The commissioners also agreed to resume their $2,000 a year funding for the Rape Crisis Center after another plea from Mary McCalister and Kelli Arden.

“I wish we didn’t need a rape crisis center anywhere,” McCalister said. “But we have victims everywhere.”

She said one in three women are the victims of sexual assault in their lifetime, citing FBI statistics. The center, which has received $2,000 from the county for nearly 20 years, missed the deadline for agencies to apply for continued funding and appealed to the commissioners.

“We depend on all of it,” McCalister said.

Rape Crisis also conducts instruction in local schools, going over “good touch, bad touch,” which board member Kelli Arden said she remembered from her elementary school days 20 years ago.

“We keep your kids safe,” McCalister said. “The schools just love us.”

The center doesn’t get any funding from the schools but is grateful for the opportunity for its preventive programs.

“It seems like everybody wants to come to the board of commissioners for funding,” Commissioner Hubert Sapp.
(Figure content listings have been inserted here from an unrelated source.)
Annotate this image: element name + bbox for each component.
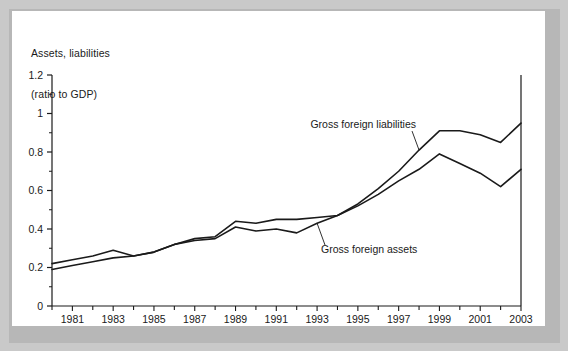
- series-line: [52, 123, 521, 264]
- x-tick-label: 1985: [142, 313, 166, 325]
- series-annotation-label: Gross foreign liabilities: [310, 118, 416, 130]
- x-tick-label: 1987: [183, 313, 207, 325]
- y-tick-label: 1: [37, 107, 43, 119]
- y-axis: 00.20.40.60.811.2: [28, 69, 52, 312]
- series-annotations: Gross foreign liabilitiesGross foreign a…: [310, 118, 419, 255]
- y-tick-label: 0: [37, 300, 43, 312]
- x-tick-label: 1983: [101, 313, 125, 325]
- y-tick-label: 0.2: [28, 261, 43, 273]
- series-annotation-label: Gross foreign assets: [321, 243, 417, 255]
- x-tick-label: 1989: [224, 313, 248, 325]
- series-lines: [52, 123, 521, 269]
- x-tick-label: 2001: [469, 313, 493, 325]
- x-tick-label: 1993: [305, 313, 329, 325]
- x-axis: 1981198319851987198919911993199519971999…: [52, 75, 533, 325]
- chart-plot: 00.20.40.60.811.2 1981198319851987198919…: [0, 0, 568, 351]
- y-tick-label: 0.6: [28, 184, 43, 196]
- y-tick-label: 0.8: [28, 146, 43, 158]
- figure-root: Assets, liabilities (ratio to GDP) 00.20…: [0, 0, 568, 351]
- x-tick-label: 1997: [387, 313, 411, 325]
- x-tick-label: 2003: [509, 313, 533, 325]
- y-tick-label: 0.4: [28, 223, 43, 235]
- x-tick-label: 1995: [346, 313, 370, 325]
- x-tick-label: 1991: [265, 313, 289, 325]
- y-tick-label: 1.2: [28, 69, 43, 81]
- x-tick-label: 1999: [428, 313, 452, 325]
- x-tick-label: 1981: [61, 313, 85, 325]
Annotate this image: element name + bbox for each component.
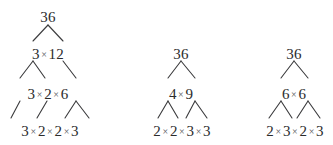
factor-value: 9 bbox=[185, 86, 193, 102]
multiplication-sign: × bbox=[177, 89, 186, 100]
factor-value: 3 bbox=[71, 123, 79, 139]
link-right-6b-to-3 bbox=[308, 101, 320, 118]
tree-right-level-2: 2×3×2×3 bbox=[266, 124, 323, 140]
factor-value: 2 bbox=[266, 123, 274, 139]
link-mid-4-to-2b bbox=[168, 101, 178, 118]
factor-value: 2 bbox=[299, 123, 307, 139]
tree-middle-level-2: 2×2×3×3 bbox=[153, 124, 210, 140]
factor-tree-diagram: 36 3×12 3×2×6 3×2×2×3 36 4×9 2×2×3×3 36 … bbox=[0, 0, 333, 145]
tree-right-level-1: 6×6 bbox=[282, 87, 306, 103]
link-mid-9-to-3a bbox=[186, 101, 195, 118]
factor-value: 3 bbox=[21, 123, 29, 139]
factor-value: 6 bbox=[282, 86, 290, 102]
multiplication-sign: × bbox=[274, 126, 283, 137]
multiplication-sign: × bbox=[290, 89, 299, 100]
link-right-6a-to-2 bbox=[269, 101, 281, 118]
multiplication-sign: × bbox=[178, 126, 187, 137]
multiplication-sign: × bbox=[40, 49, 49, 60]
tree-right-root: 36 bbox=[286, 47, 301, 62]
factor-value: 6 bbox=[298, 86, 306, 102]
factor-value: 3 bbox=[32, 46, 40, 62]
link-left-l2-3-to-3 bbox=[11, 101, 20, 118]
link-mid-root-to-4 bbox=[168, 61, 181, 78]
link-mid-4-to-2a bbox=[158, 101, 168, 118]
link-right-6b-to-2 bbox=[297, 101, 308, 118]
link-right-root-to-6b bbox=[294, 61, 308, 78]
link-left-3-to-3 bbox=[20, 61, 33, 78]
multiplication-sign: × bbox=[35, 89, 44, 100]
link-left-3-to-2 bbox=[33, 61, 45, 78]
link-mid-9-to-3b bbox=[195, 101, 207, 118]
link-left-root-to-12 bbox=[48, 25, 63, 41]
multiplication-sign: × bbox=[29, 126, 38, 137]
link-left-12-to-6 bbox=[63, 61, 76, 78]
tree-middle-level-1: 4×9 bbox=[169, 87, 193, 103]
multiplication-sign: × bbox=[307, 126, 316, 137]
multiplication-sign: × bbox=[194, 126, 203, 137]
factor-value: 2 bbox=[54, 123, 62, 139]
factor-value: 2 bbox=[153, 123, 161, 139]
link-right-6a-to-3 bbox=[281, 101, 292, 118]
factor-value: 3 bbox=[316, 123, 324, 139]
tree-left-level-2: 3×2×6 bbox=[28, 87, 69, 103]
factor-value: 3 bbox=[186, 123, 194, 139]
multiplication-sign: × bbox=[52, 89, 61, 100]
link-left-l2-6-to-3 bbox=[76, 101, 89, 118]
tree-middle-root: 36 bbox=[173, 47, 188, 62]
link-left-l2-6-to-2 bbox=[65, 101, 76, 118]
tree-left-root: 36 bbox=[40, 10, 55, 25]
link-mid-root-to-9 bbox=[181, 61, 195, 78]
multiplication-sign: × bbox=[161, 126, 170, 137]
factor-value: 3 bbox=[28, 86, 36, 102]
factor-value: 4 bbox=[169, 86, 177, 102]
tree-left-level-1: 3×12 bbox=[32, 47, 64, 63]
factor-value: 3 bbox=[203, 123, 211, 139]
tree-left-level-3: 3×2×2×3 bbox=[21, 124, 78, 140]
multiplication-sign: × bbox=[62, 126, 71, 137]
factor-value: 6 bbox=[61, 86, 69, 102]
link-right-root-to-6a bbox=[281, 61, 294, 78]
link-left-l2-2-to-2 bbox=[37, 101, 47, 118]
link-left-root-to-3 bbox=[33, 25, 48, 41]
multiplication-sign: × bbox=[291, 126, 300, 137]
multiplication-sign: × bbox=[46, 126, 55, 137]
factor-value: 12 bbox=[49, 46, 64, 62]
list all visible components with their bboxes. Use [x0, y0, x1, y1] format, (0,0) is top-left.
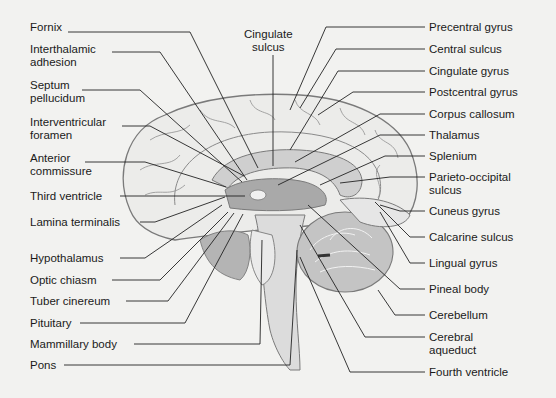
label-cuneus-gyrus: Cuneus gyrus	[429, 205, 500, 218]
label-cingulate-sulcus: Cingulate sulcus	[244, 28, 293, 54]
label-septum-pellucidum: Septum pellucidum	[30, 79, 85, 105]
label-pineal-body: Pineal body	[429, 283, 489, 296]
label-pons: Pons	[30, 359, 56, 372]
label-interthalamic-adhesion: Interthalamic adhesion	[30, 43, 96, 69]
label-cerebellum: Cerebellum	[429, 309, 488, 322]
label-cerebral-aqueduct: Cerebral aqueduct	[429, 331, 476, 357]
label-mammillary-body: Mammillary body	[30, 338, 117, 351]
label-fourth-ventricle: Fourth ventricle	[429, 366, 508, 379]
label-precentral-gyrus: Precentral gyrus	[429, 21, 513, 34]
label-parieto-occipital-sulcus: Parieto-occipital sulcus	[429, 171, 511, 197]
label-central-sulcus: Central sulcus	[429, 43, 502, 56]
label-corpus-callosum: Corpus callosum	[429, 108, 515, 121]
label-optic-chiasm: Optic chiasm	[30, 274, 96, 287]
label-tuber-cinereum: Tuber cinereum	[30, 295, 110, 308]
label-cingulate-gyrus: Cingulate gyrus	[429, 65, 509, 78]
label-calcarine-sulcus: Calcarine sulcus	[429, 231, 513, 244]
label-splenium: Splenium	[429, 150, 477, 163]
label-postcentral-gyrus: Postcentral gyrus	[429, 86, 518, 99]
label-anterior-commissure: Anterior commissure	[30, 152, 92, 178]
label-lingual-gyrus: Lingual gyrus	[429, 257, 497, 270]
label-third-ventricle: Third ventricle	[30, 190, 102, 203]
label-fornix: Fornix	[30, 21, 62, 34]
label-hypothalamus: Hypothalamus	[30, 252, 104, 265]
label-interventricular-foramen: Interventricular foramen	[30, 116, 106, 142]
label-thalamus: Thalamus	[429, 129, 480, 142]
label-pituitary: Pituitary	[30, 317, 72, 330]
label-lamina-terminalis: Lamina terminalis	[30, 216, 120, 229]
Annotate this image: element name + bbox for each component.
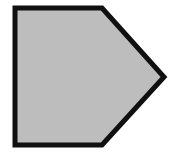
pentagon-shape-svg <box>0 0 174 160</box>
figure-canvas: pentagon Irregular convex pentagon resem… <box>0 0 174 160</box>
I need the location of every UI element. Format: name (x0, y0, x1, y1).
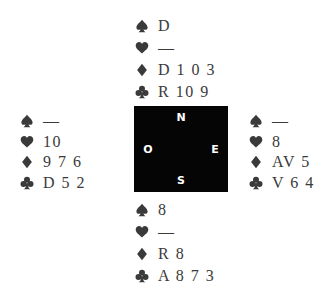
club-icon (135, 269, 149, 283)
north-diamonds-row: D 1 0 3 (135, 59, 216, 81)
heart-icon (20, 135, 34, 149)
hand-west: — 10 9 7 6 D 5 2 (20, 111, 86, 193)
west-diamonds-cards: 9 7 6 (43, 154, 83, 170)
east-clubs-cards: V 6 4 (272, 175, 315, 191)
west-clubs-cards: D 5 2 (43, 175, 86, 191)
north-clubs-cards: R 10 9 (158, 84, 210, 100)
north-spades-cards: D (158, 18, 171, 34)
north-hearts-cards: — (158, 40, 176, 56)
heart-icon (249, 135, 263, 149)
west-spades-cards: — (43, 113, 61, 129)
south-spades-cards: 8 (158, 202, 168, 218)
north-diamonds-cards: D 1 0 3 (158, 62, 216, 78)
north-clubs-row: R 10 9 (135, 81, 216, 103)
compass-box: N O E S (134, 106, 228, 192)
east-spades-row: — (249, 111, 315, 132)
west-hearts-cards: 10 (43, 134, 62, 150)
club-icon (249, 176, 263, 190)
hand-east: — 8 AV 5 V 6 4 (249, 111, 315, 193)
spade-icon (249, 114, 263, 128)
diamond-icon (249, 155, 263, 169)
north-hearts-row: — (135, 37, 216, 59)
east-hearts-cards: 8 (272, 134, 282, 150)
east-clubs-row: V 6 4 (249, 173, 315, 194)
compass-south-label: S (177, 175, 185, 186)
compass-east-label: E (211, 144, 219, 155)
south-diamonds-row: R 8 (135, 243, 215, 265)
spade-icon (20, 114, 34, 128)
diamond-icon (135, 63, 149, 77)
south-clubs-cards: A 8 7 3 (158, 268, 215, 284)
west-spades-row: — (20, 111, 86, 132)
north-spades-row: D (135, 15, 216, 37)
diamond-icon (135, 247, 149, 261)
club-icon (20, 176, 34, 190)
east-spades-cards: — (272, 113, 290, 129)
west-hearts-row: 10 (20, 132, 86, 153)
east-diamonds-row: AV 5 (249, 152, 315, 173)
diamond-icon (20, 155, 34, 169)
west-diamonds-row: 9 7 6 (20, 152, 86, 173)
compass-north-label: N (176, 112, 185, 123)
hand-south: 8 — R 8 A 8 7 3 (135, 199, 215, 287)
south-clubs-row: A 8 7 3 (135, 265, 215, 287)
heart-icon (135, 41, 149, 55)
south-hearts-row: — (135, 221, 215, 243)
heart-icon (135, 225, 149, 239)
east-hearts-row: 8 (249, 132, 315, 153)
south-spades-row: 8 (135, 199, 215, 221)
south-hearts-cards: — (158, 224, 176, 240)
hand-north: D — D 1 0 3 R 10 9 (135, 15, 216, 103)
spade-icon (135, 203, 149, 217)
spade-icon (135, 19, 149, 33)
east-diamonds-cards: AV 5 (272, 154, 311, 170)
south-diamonds-cards: R 8 (158, 246, 185, 262)
club-icon (135, 85, 149, 99)
compass-west-label: O (143, 144, 152, 155)
west-clubs-row: D 5 2 (20, 173, 86, 194)
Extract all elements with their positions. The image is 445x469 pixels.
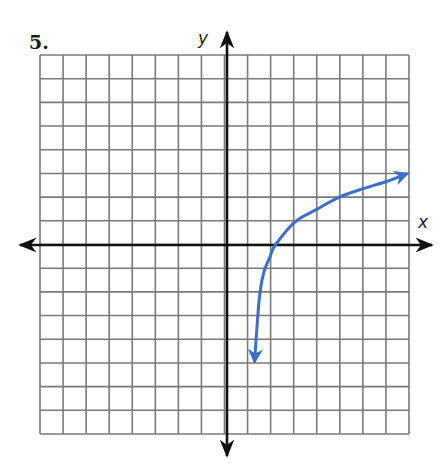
axes xyxy=(20,32,432,456)
coordinate-plane xyxy=(0,0,445,469)
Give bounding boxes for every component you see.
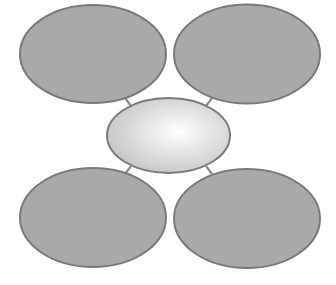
hub-spoke-diagram xyxy=(0,0,336,285)
node-top-left xyxy=(20,5,166,103)
node-top-right xyxy=(174,5,320,104)
connector-top-right xyxy=(206,98,212,106)
node-bottom-left xyxy=(20,168,166,267)
node-bottom-right xyxy=(174,169,320,268)
ellipse-top-left xyxy=(20,5,166,103)
ellipse-top-right xyxy=(174,5,320,104)
connector-bottom-right xyxy=(206,166,212,174)
ellipse-center xyxy=(107,98,230,173)
ellipse-bottom-right xyxy=(174,169,320,268)
node-center xyxy=(107,98,230,173)
connector-top-left xyxy=(125,98,131,106)
ellipse-bottom-left xyxy=(20,168,166,267)
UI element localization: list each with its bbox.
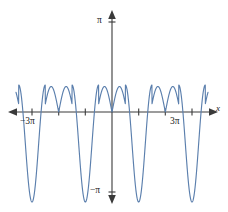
- coordinate-plot: [0, 0, 228, 212]
- x-axis-label-pos-3pi: 3π: [170, 117, 180, 127]
- y-axis-top-arrow-icon: [108, 10, 116, 19]
- x-axis-label-neg-3pi: −3π: [20, 117, 35, 127]
- y-axis-label-neg-pi: −π: [90, 186, 100, 196]
- x-axis-name-label: x: [216, 104, 220, 113]
- y-axis-bottom-arrow-icon: [108, 195, 116, 204]
- graph-figure: −3π 3π π −π x: [0, 0, 228, 212]
- y-axis-label-pi: π: [97, 16, 102, 26]
- x-axis-left-arrow-icon: [8, 108, 17, 116]
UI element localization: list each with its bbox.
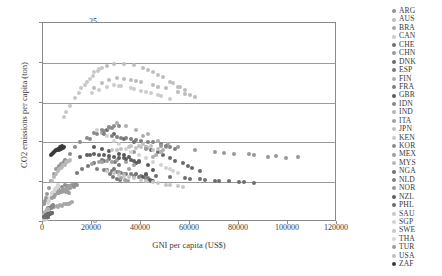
data-point [105, 169, 109, 173]
data-point [117, 84, 121, 88]
x-tick-label: 120000 [306, 224, 366, 232]
data-point [159, 144, 163, 148]
data-point [64, 110, 68, 114]
data-point [284, 156, 288, 160]
data-point [72, 185, 76, 189]
data-point [92, 152, 96, 156]
gridline [43, 182, 335, 183]
data-point [151, 155, 155, 159]
data-point [122, 174, 126, 178]
data-point [183, 92, 187, 96]
data-point [90, 162, 94, 166]
data-point [62, 115, 66, 119]
data-point [88, 153, 92, 157]
legend-marker-icon [392, 77, 396, 81]
data-point [127, 175, 131, 179]
data-point [80, 167, 84, 171]
data-point [119, 147, 123, 151]
x-tick-mark [91, 221, 92, 224]
data-point [203, 178, 207, 182]
data-point [132, 159, 136, 163]
data-point [117, 142, 121, 146]
data-point [91, 74, 95, 78]
x-axis-title: GNI per capita (US$) [42, 240, 336, 250]
data-point [266, 155, 270, 159]
data-point [146, 68, 150, 72]
data-point [181, 161, 185, 165]
data-point [178, 85, 182, 89]
data-point [92, 86, 96, 90]
legend-marker-icon [392, 212, 396, 216]
data-point [67, 191, 71, 195]
data-point [88, 77, 92, 81]
data-point [274, 154, 278, 158]
data-point [57, 167, 61, 171]
data-point [56, 205, 60, 209]
legend-marker-icon [392, 68, 396, 72]
data-point [193, 148, 197, 152]
data-point [52, 175, 56, 179]
legend-marker-icon [392, 43, 396, 47]
legend-marker-icon [392, 110, 396, 114]
data-point [213, 150, 217, 154]
data-point [161, 148, 165, 152]
legend-marker-icon [392, 9, 396, 13]
data-point [237, 180, 241, 184]
data-point [78, 140, 82, 144]
data-point [193, 95, 197, 99]
data-point [117, 152, 121, 156]
data-point [146, 163, 150, 167]
data-point [75, 183, 79, 187]
data-point [122, 62, 126, 66]
legend-marker-icon [392, 136, 396, 140]
legend-marker-icon [392, 229, 396, 233]
data-point [95, 132, 99, 136]
data-point [176, 184, 180, 188]
data-point [146, 132, 150, 136]
data-point [164, 86, 168, 90]
data-point [198, 177, 202, 181]
scatter-chart-figure: CO2 emissions per capita (ton) GNI per c… [0, 0, 442, 276]
legend-marker-icon [392, 254, 396, 258]
data-point [198, 169, 202, 173]
data-point [176, 90, 180, 94]
data-point [132, 176, 136, 180]
data-point [129, 78, 133, 82]
data-point [47, 186, 51, 190]
x-tick-mark [287, 221, 288, 224]
data-point [186, 164, 190, 168]
data-point [77, 91, 81, 95]
x-tick-mark [189, 221, 190, 224]
legend-marker-icon [392, 26, 396, 30]
legend-marker-icon [392, 170, 396, 174]
data-point [97, 153, 101, 157]
data-point [188, 177, 192, 181]
data-point [171, 169, 175, 173]
data-point [296, 155, 300, 159]
data-point [151, 70, 155, 74]
data-point [110, 134, 114, 138]
data-point [100, 160, 104, 164]
data-point [168, 183, 172, 187]
data-point [139, 80, 143, 84]
data-point [78, 155, 82, 159]
data-point [110, 160, 114, 164]
data-point [112, 155, 116, 159]
data-point [137, 160, 141, 164]
data-point [95, 167, 99, 171]
data-point [115, 148, 119, 152]
legend-item-zaf[interactable]: ZAF [392, 260, 442, 268]
data-point [151, 180, 155, 184]
data-point [151, 83, 155, 87]
legend-marker-icon [392, 94, 396, 98]
data-point [144, 156, 148, 160]
data-point [92, 70, 96, 74]
data-point [117, 173, 121, 177]
gridline [43, 63, 335, 64]
data-point [92, 145, 96, 149]
gridline [43, 103, 335, 104]
data-point [252, 181, 256, 185]
data-point [117, 156, 121, 160]
data-point [168, 145, 172, 149]
data-point [149, 91, 153, 95]
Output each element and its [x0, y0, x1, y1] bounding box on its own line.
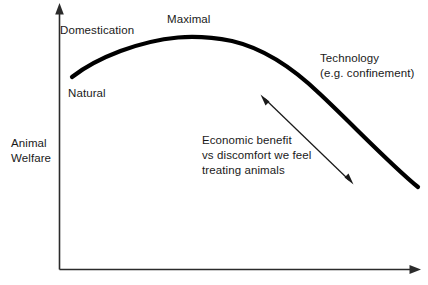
curve-label-technology-line2: (e.g. confinement)	[320, 67, 415, 79]
y-axis-label: AnimalWelfare	[11, 136, 51, 166]
arrowhead-upper-left	[261, 95, 270, 106]
x-axis	[60, 265, 422, 274]
tradeoff-annotation-text: Economic benefitvs discomfort we feeltre…	[202, 133, 311, 178]
curve-label-maximal: Maximal	[167, 12, 211, 27]
y-axis-label-line1: Animal	[11, 137, 47, 149]
figure-canvas: AnimalWelfare Domestication Natural Maxi…	[0, 0, 428, 285]
curve-label-natural: Natural	[68, 86, 106, 101]
curve-label-technology: Technology(e.g. confinement)	[320, 51, 415, 81]
curve-label-technology-line1: Technology	[320, 52, 379, 64]
tradeoff-annotation-line2: vs discomfort we feel	[202, 149, 311, 161]
tradeoff-annotation-line3: treating animals	[202, 164, 285, 176]
x-axis-arrowhead	[410, 265, 422, 274]
y-axis-label-line2: Welfare	[11, 152, 51, 164]
y-axis	[55, 3, 64, 270]
arrowhead-lower-right	[345, 174, 354, 185]
curve-label-domestication: Domestication	[60, 23, 134, 38]
y-axis-arrowhead	[55, 3, 64, 15]
tradeoff-annotation-line1: Economic benefit	[202, 134, 292, 146]
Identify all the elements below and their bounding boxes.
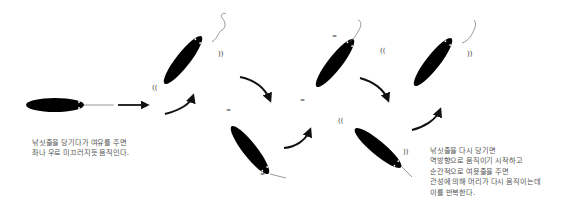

Queried about a possible duplication of services by Sapp, McCalister also spelled out the differences between the Rape Crisis Center and the Victim Witness Assistance Program. Victim witness will refer clients to the center but while victim witness is a part of the court process, many rape crisis center clients don’t press charges. The center also provides a crisis line.

“Only one of 10 rapes is reported,” McCalister said. “So we get a lot of people who never go through the court process.”

Rape crisis used to have a forensic nurse at the Effingham Hospital, who did a comprehensive exam for sexual assault victims, but that service is now only available in Savannah.

“We appreciate everything you do,” Phillips said. “I feel you serve you a valid function for this community.”